Do MHI members deserve the truth, the whole truth, or are they guilty of what they accused Ohio Governor John Kasich of, telling only half truths, or worse? Do the principles MHI applied to the governor, apply to themselves?
By-Bye Baby…
While MHI has made their primary focus the passage of Preserving Access, the $15 million dollars spent over the past 5 years – not counting PAC dollars – certainly went to places like salaries (of which Jennison, Gooch and her predecessor have made about $2.5 million in compensation over the past 5 years, per data MHI filed via form 990).

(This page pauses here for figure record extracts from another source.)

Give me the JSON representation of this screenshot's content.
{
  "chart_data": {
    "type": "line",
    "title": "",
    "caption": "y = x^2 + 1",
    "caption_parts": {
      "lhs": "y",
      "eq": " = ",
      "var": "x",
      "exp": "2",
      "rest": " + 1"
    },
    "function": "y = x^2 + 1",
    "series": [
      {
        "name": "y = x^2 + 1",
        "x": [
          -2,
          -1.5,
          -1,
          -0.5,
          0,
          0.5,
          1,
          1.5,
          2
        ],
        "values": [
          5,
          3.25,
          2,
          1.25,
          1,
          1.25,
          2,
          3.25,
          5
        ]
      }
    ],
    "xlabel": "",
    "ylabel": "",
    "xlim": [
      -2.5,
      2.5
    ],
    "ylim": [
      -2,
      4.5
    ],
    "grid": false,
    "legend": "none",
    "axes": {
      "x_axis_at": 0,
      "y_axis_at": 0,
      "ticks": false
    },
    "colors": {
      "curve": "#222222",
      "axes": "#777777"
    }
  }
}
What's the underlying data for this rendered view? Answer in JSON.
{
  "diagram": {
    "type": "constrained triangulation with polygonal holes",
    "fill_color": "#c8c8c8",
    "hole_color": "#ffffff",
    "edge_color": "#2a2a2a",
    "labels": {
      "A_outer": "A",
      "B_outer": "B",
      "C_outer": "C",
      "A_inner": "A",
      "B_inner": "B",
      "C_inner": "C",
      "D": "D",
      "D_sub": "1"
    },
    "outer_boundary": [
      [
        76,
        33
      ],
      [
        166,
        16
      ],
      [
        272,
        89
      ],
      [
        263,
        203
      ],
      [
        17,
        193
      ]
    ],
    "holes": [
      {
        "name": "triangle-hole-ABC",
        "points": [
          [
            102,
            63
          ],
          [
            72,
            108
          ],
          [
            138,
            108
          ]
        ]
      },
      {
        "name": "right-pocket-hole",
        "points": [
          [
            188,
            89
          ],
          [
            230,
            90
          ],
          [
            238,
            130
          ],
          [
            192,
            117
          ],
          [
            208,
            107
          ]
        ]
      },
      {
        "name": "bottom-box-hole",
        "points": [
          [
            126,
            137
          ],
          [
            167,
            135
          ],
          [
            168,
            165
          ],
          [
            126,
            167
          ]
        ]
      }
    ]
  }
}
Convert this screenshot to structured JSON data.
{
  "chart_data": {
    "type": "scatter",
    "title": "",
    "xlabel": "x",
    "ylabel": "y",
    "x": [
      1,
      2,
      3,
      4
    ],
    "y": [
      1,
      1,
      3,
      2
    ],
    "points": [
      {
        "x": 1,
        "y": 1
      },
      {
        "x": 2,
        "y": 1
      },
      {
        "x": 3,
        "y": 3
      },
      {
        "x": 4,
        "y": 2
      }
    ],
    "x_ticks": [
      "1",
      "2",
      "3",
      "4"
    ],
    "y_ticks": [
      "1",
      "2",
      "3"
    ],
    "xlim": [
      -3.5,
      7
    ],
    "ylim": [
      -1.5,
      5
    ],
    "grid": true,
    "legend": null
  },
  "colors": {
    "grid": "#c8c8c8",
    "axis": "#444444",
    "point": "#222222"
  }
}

Industry success and veteran, Lance Inderman, prior chairman of the Texas Manufactured Housing Association (TMHA), told MHProNews that:
“It’s my personal opinion that we have incrementally given up every bit of financial freedom we had. Dodd Frank was a big increment, along with ObamaCare. I’m of the opinion that giving up key parts of the reform to get a “win” for posterity makes no sense.”
Inderman elaborated by saying, “We need to keep educating the populace and Congress on the facts that we [in manufactured housing] compete on a different price point, and therefore a different finance scale with their multi million dollar ocean front homes, paid for by their donors.”
Bob Crawford, multiple award winning retailer of historic Dick Moore Housing, told MHProNews that, state associations “do a great job.” But Crawford told MHProNews that he gives MHI at best “a 5 out of 10“ in their effectiveness.
As one source with deep ties to MHI told MHProNews, “MHI is acting like a secret society, with only the inner circle fully informed, and most other members trusting them, following in good faith, or unable to effectively protest or even question leadership.”
Award winning industry veteran, L.A . “Tony Kovach asks, “Why does MHI’s tight band at the top allegedly want only their side of the story told to the industry? Why have they threatened MHProNews with legal action for providing documents given to us – in many cases, by their members – or for reporting to the industry on issues such as DTS, Preserving Access, pending DOE energy standards, and others?”
A link to a comparison between MHI and MHARR their self-stated mission and budgets, per their 990s, is found here.
A link to an analysis of Richard “Dick” Jennison and Lesli Gooch’s compensation, is found here.
As dozens of MHI members prepare to fly into Washington, D.C. to listen to lectures by MHI staff on all they are doing, consider the words of MHI award winner, Marty Lavin.
Lavin has often said, “follow the money,” and “pay more attention to what people do” …and accomplish… “than to what people say.” ##
Related topics:
Source – Manufactured Housing Institute Violated Law, Conflict of Interest?
Faked, Weaponized News Harms Manufactured Housing Homeowners, Professionals?
Richard Jennison, Lesli Gooch, Worth Millions to MHI Industry?
Hot New, Different, Regulatory Topic that MHI is Missing a Key Point On (HUD, Pam Danner), linked here.
(Image credits are as shown above, and when they are the property of third parties, are provided under fair use guidelines.)
Submitted by Soheyla Kovach to the Daily Business News, on MHProNews.